An incendiary tale of African genocide
Play has terrifying relevance to dynamics of race in U. S. today
Six actors go in search of a genocide in Jackie Sibblies Drury’s explosive new play. The Obie-winning drama can be both provocative and convoluted, much like its title, “We Are Proud to Present a Presentation About the Herero of Namibia, Formerly Known as South West Africa, From the German Südwestafrika, Between the Years 1884-1915.”
An edgy collaboration between San Jose Stage Company and the AfricanAmerican Shakespeare Company, this is theater as a primal examination of race and power, past and present. The terrifying relevance of the piece, which is far more about the dynamics of race in America right now than anything else, and the sharpness of L. Peter Callender’s production, makes this “Presentation” so memorable. It runs through Oct. 23.
The fourth wall never exists in this play-withina-lecture wrapped inside a rehearsal. The meta-theatrical 90-minute riff starts with seemingly off-the-cuff program notes (deftly delivered by Oluchi Nwokocha) and builds into various improvised role-playing interludes, which gives the play a self-conscious, academic aes- thetic that may remind you of grad school. The artistic process comes off as almost delusional as these six actors (three black and three white) unwittingly find themselves confronting their own racism as they struggle to unravel the dark history of Namibia.
The well-meaning ensemble sets out to tell the tale of the Herero, a tribe that was nearly wiped out by German colonials in what had been described as the first genocide of the 20th century. The cast must confront issues of cultural appropriation as well as the elusive nature of truth.
Since the only record of the extermination and its aftermath that survives was written by the German soldiers involved, how do they tell the other side of the tragedy? The victims of the atrocity left no letters to document their suffering. Their pain has been eclipsed by the more famous genocides to come. (For the record, the Ger- man government finally issued an official apology to the Namibians this year.)
The harrowing nature of the narrative is undeniable. As “actor #5” (a tart Lyndsy Kail) puts it, with her usual deadpan pragmatism, the thrust of the piece is “the horror of our capacity to casually inflict suffering.”
As they untie the knots of hate and greed that tangle all colonial empires, the actors are surprised by how easily they slip out of their comfort zone, how quickly empathy washes away. Two actors (Edward Ewell and Coleton Schmitto) battle over whether there is any difference between being “black” and being “African.” One suggests the eradication of the Herero was a sort of “rehearsal Holocaust.” By the end, some have been broken by the discoveries made.
Drury lets the actors and the characters bleed into each other more and more deeply as they investigate the play through improvisa- tion. When they finally lose themselves in their art, the effect is chilling. The final moments may not be as shattering as they could be, but all of the actors invest fully in the material, capturing the rawness of fear and hate.
The playwright also has a heyday with the masturbatory nature of the actor’s process, the games and the grandstanding. Callender wisely lets these comic interludes, which range from snippets of “Edelweiss” to cat impersonations, give us a breather from the hard lifting of the play’s dueling dialectics.
“Presentation” pivots between light and dark with startling dexterity even as it crescendos in a disturbing ritual, right out of Genet, that pulls them all into chaos.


Exercise aim:
Your answer should be the records below, repeated exactly as they stand.
===== Records supplied
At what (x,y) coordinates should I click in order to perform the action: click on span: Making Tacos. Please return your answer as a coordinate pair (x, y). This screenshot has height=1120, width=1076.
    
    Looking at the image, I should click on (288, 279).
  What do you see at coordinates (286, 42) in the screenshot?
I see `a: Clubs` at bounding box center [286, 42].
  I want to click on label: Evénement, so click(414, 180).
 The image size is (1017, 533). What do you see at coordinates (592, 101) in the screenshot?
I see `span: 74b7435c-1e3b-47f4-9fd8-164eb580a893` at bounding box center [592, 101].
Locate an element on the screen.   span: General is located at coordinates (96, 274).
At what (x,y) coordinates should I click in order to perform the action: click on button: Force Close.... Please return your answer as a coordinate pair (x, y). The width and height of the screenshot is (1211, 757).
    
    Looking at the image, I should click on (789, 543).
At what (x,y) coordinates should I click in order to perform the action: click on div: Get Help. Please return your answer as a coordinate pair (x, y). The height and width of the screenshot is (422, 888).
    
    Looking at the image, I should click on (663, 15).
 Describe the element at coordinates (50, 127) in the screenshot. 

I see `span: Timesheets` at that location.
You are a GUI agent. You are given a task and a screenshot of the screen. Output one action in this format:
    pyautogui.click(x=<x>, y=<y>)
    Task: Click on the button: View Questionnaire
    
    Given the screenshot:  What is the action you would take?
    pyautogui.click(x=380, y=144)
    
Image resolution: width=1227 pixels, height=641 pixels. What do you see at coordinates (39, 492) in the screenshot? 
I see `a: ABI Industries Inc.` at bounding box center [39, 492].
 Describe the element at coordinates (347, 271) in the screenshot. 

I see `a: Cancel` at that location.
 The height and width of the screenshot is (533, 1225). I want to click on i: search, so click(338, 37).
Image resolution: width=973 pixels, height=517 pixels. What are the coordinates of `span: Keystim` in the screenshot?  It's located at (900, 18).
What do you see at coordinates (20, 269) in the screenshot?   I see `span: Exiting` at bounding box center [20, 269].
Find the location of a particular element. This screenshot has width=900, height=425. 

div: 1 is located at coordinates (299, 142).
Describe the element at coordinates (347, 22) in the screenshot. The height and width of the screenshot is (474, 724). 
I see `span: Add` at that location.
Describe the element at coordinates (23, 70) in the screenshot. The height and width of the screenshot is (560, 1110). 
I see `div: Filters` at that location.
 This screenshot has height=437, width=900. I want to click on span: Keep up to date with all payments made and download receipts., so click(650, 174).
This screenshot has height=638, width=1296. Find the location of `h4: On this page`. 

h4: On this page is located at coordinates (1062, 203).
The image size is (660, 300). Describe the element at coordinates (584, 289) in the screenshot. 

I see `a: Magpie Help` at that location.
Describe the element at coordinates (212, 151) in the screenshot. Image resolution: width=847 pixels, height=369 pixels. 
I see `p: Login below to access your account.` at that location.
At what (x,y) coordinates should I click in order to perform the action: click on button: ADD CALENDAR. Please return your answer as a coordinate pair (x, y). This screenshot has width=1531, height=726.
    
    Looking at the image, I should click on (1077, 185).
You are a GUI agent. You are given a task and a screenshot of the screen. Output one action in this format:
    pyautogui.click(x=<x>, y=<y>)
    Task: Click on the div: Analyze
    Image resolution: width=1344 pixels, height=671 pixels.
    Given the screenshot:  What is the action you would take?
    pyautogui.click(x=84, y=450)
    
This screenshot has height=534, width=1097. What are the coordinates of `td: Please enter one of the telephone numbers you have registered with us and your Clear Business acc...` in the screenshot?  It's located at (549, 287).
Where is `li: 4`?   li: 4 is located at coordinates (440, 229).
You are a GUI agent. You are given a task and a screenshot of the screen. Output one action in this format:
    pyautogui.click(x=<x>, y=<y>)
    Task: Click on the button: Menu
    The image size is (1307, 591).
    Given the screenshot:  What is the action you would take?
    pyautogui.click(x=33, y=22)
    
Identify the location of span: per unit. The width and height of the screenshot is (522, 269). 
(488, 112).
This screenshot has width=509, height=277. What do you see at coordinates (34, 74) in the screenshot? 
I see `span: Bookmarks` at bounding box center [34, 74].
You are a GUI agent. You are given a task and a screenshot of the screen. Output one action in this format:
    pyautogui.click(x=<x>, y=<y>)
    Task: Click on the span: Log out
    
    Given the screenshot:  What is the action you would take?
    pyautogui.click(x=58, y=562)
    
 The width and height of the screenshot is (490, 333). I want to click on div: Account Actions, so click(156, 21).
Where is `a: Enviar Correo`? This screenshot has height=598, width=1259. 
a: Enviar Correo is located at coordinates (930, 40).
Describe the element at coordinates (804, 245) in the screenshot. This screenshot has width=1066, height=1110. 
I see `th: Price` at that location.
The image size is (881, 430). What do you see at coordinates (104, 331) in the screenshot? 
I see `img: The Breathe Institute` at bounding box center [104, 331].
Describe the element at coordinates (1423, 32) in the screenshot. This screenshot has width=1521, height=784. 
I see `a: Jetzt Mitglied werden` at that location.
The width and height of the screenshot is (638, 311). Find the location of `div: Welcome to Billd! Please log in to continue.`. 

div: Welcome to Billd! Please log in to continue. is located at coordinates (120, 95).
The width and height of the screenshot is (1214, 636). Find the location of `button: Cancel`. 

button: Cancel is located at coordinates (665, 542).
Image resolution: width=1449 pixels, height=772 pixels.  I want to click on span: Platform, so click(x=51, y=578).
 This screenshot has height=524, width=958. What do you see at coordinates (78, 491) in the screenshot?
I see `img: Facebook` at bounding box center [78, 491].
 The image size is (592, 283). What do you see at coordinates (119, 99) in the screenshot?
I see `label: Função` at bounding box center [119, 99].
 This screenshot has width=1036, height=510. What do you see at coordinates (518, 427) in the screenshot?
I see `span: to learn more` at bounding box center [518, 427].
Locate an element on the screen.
==========
Answer for the task:
At what (x,y) coordinates should I click in order to perform the action: click on span: Making Tacos. Please return your answer as a coordinate pair (x, y). This screenshot has height=1120, width=1076.
    
    Looking at the image, I should click on (288, 279).
  What do you see at coordinates (286, 42) in the screenshot?
I see `a: Clubs` at bounding box center [286, 42].
  I want to click on label: Evénement, so click(414, 180).
 The image size is (1017, 533). What do you see at coordinates (592, 101) in the screenshot?
I see `span: 74b7435c-1e3b-47f4-9fd8-164eb580a893` at bounding box center [592, 101].
Locate an element on the screen.   span: General is located at coordinates (96, 274).
At what (x,y) coordinates should I click in order to perform the action: click on button: Force Close.... Please return your answer as a coordinate pair (x, y). The width and height of the screenshot is (1211, 757).
    
    Looking at the image, I should click on (789, 543).
At what (x,y) coordinates should I click in order to perform the action: click on div: Get Help. Please return your answer as a coordinate pair (x, y). The height and width of the screenshot is (422, 888).
    
    Looking at the image, I should click on (663, 15).
 Describe the element at coordinates (50, 127) in the screenshot. 

I see `span: Timesheets` at that location.
You are a GUI agent. You are given a task and a screenshot of the screen. Output one action in this format:
    pyautogui.click(x=<x>, y=<y>)
    Task: Click on the button: View Questionnaire
    
    Given the screenshot:  What is the action you would take?
    pyautogui.click(x=380, y=144)
    
Image resolution: width=1227 pixels, height=641 pixels. What do you see at coordinates (39, 492) in the screenshot? 
I see `a: ABI Industries Inc.` at bounding box center [39, 492].
 Describe the element at coordinates (347, 271) in the screenshot. 

I see `a: Cancel` at that location.
 The height and width of the screenshot is (533, 1225). I want to click on i: search, so click(338, 37).
Image resolution: width=973 pixels, height=517 pixels. What are the coordinates of `span: Keystim` in the screenshot?  It's located at (900, 18).
What do you see at coordinates (20, 269) in the screenshot?   I see `span: Exiting` at bounding box center [20, 269].
Find the location of a particular element. This screenshot has width=900, height=425. 

div: 1 is located at coordinates (299, 142).
Describe the element at coordinates (347, 22) in the screenshot. The height and width of the screenshot is (474, 724). 
I see `span: Add` at that location.
Describe the element at coordinates (23, 70) in the screenshot. The height and width of the screenshot is (560, 1110). 
I see `div: Filters` at that location.
 This screenshot has height=437, width=900. I want to click on span: Keep up to date with all payments made and download receipts., so click(650, 174).
This screenshot has height=638, width=1296. Find the location of `h4: On this page`. 

h4: On this page is located at coordinates (1062, 203).
The image size is (660, 300). Describe the element at coordinates (584, 289) in the screenshot. 

I see `a: Magpie Help` at that location.
Describe the element at coordinates (212, 151) in the screenshot. Image resolution: width=847 pixels, height=369 pixels. 
I see `p: Login below to access your account.` at that location.
At what (x,y) coordinates should I click in order to perform the action: click on button: ADD CALENDAR. Please return your answer as a coordinate pair (x, y). This screenshot has width=1531, height=726.
    
    Looking at the image, I should click on (1077, 185).
You are a GUI agent. You are given a task and a screenshot of the screen. Output one action in this format:
    pyautogui.click(x=<x>, y=<y>)
    Task: Click on the div: Analyze
    Image resolution: width=1344 pixels, height=671 pixels.
    Given the screenshot:  What is the action you would take?
    pyautogui.click(x=84, y=450)
    
This screenshot has height=534, width=1097. What are the coordinates of `td: Please enter one of the telephone numbers you have registered with us and your Clear Business acc...` in the screenshot?  It's located at (549, 287).
Where is `li: 4`?   li: 4 is located at coordinates (440, 229).
You are a GUI agent. You are given a task and a screenshot of the screen. Output one action in this format:
    pyautogui.click(x=<x>, y=<y>)
    Task: Click on the button: Menu
    The image size is (1307, 591).
    Given the screenshot:  What is the action you would take?
    pyautogui.click(x=33, y=22)
    
Identify the location of span: per unit. The width and height of the screenshot is (522, 269). 
(488, 112).
This screenshot has width=509, height=277. What do you see at coordinates (34, 74) in the screenshot? 
I see `span: Bookmarks` at bounding box center [34, 74].
You are a GUI agent. You are given a task and a screenshot of the screen. Output one action in this format:
    pyautogui.click(x=<x>, y=<y>)
    Task: Click on the span: Log out
    
    Given the screenshot:  What is the action you would take?
    pyautogui.click(x=58, y=562)
    
 The width and height of the screenshot is (490, 333). I want to click on div: Account Actions, so click(156, 21).
Where is `a: Enviar Correo`? This screenshot has height=598, width=1259. 
a: Enviar Correo is located at coordinates (930, 40).
Describe the element at coordinates (804, 245) in the screenshot. This screenshot has width=1066, height=1110. 
I see `th: Price` at that location.
The image size is (881, 430). What do you see at coordinates (104, 331) in the screenshot? 
I see `img: The Breathe Institute` at bounding box center [104, 331].
Describe the element at coordinates (1423, 32) in the screenshot. This screenshot has width=1521, height=784. 
I see `a: Jetzt Mitglied werden` at that location.
The width and height of the screenshot is (638, 311). Find the location of `div: Welcome to Billd! Please log in to continue.`. 

div: Welcome to Billd! Please log in to continue. is located at coordinates (120, 95).
The width and height of the screenshot is (1214, 636). Find the location of `button: Cancel`. 

button: Cancel is located at coordinates (665, 542).
Image resolution: width=1449 pixels, height=772 pixels.  I want to click on span: Platform, so click(x=51, y=578).
 This screenshot has height=524, width=958. What do you see at coordinates (78, 491) in the screenshot?
I see `img: Facebook` at bounding box center [78, 491].
 The image size is (592, 283). What do you see at coordinates (119, 99) in the screenshot?
I see `label: Função` at bounding box center [119, 99].
 This screenshot has width=1036, height=510. What do you see at coordinates (518, 427) in the screenshot?
I see `span: to learn more` at bounding box center [518, 427].
Locate an element on the screen.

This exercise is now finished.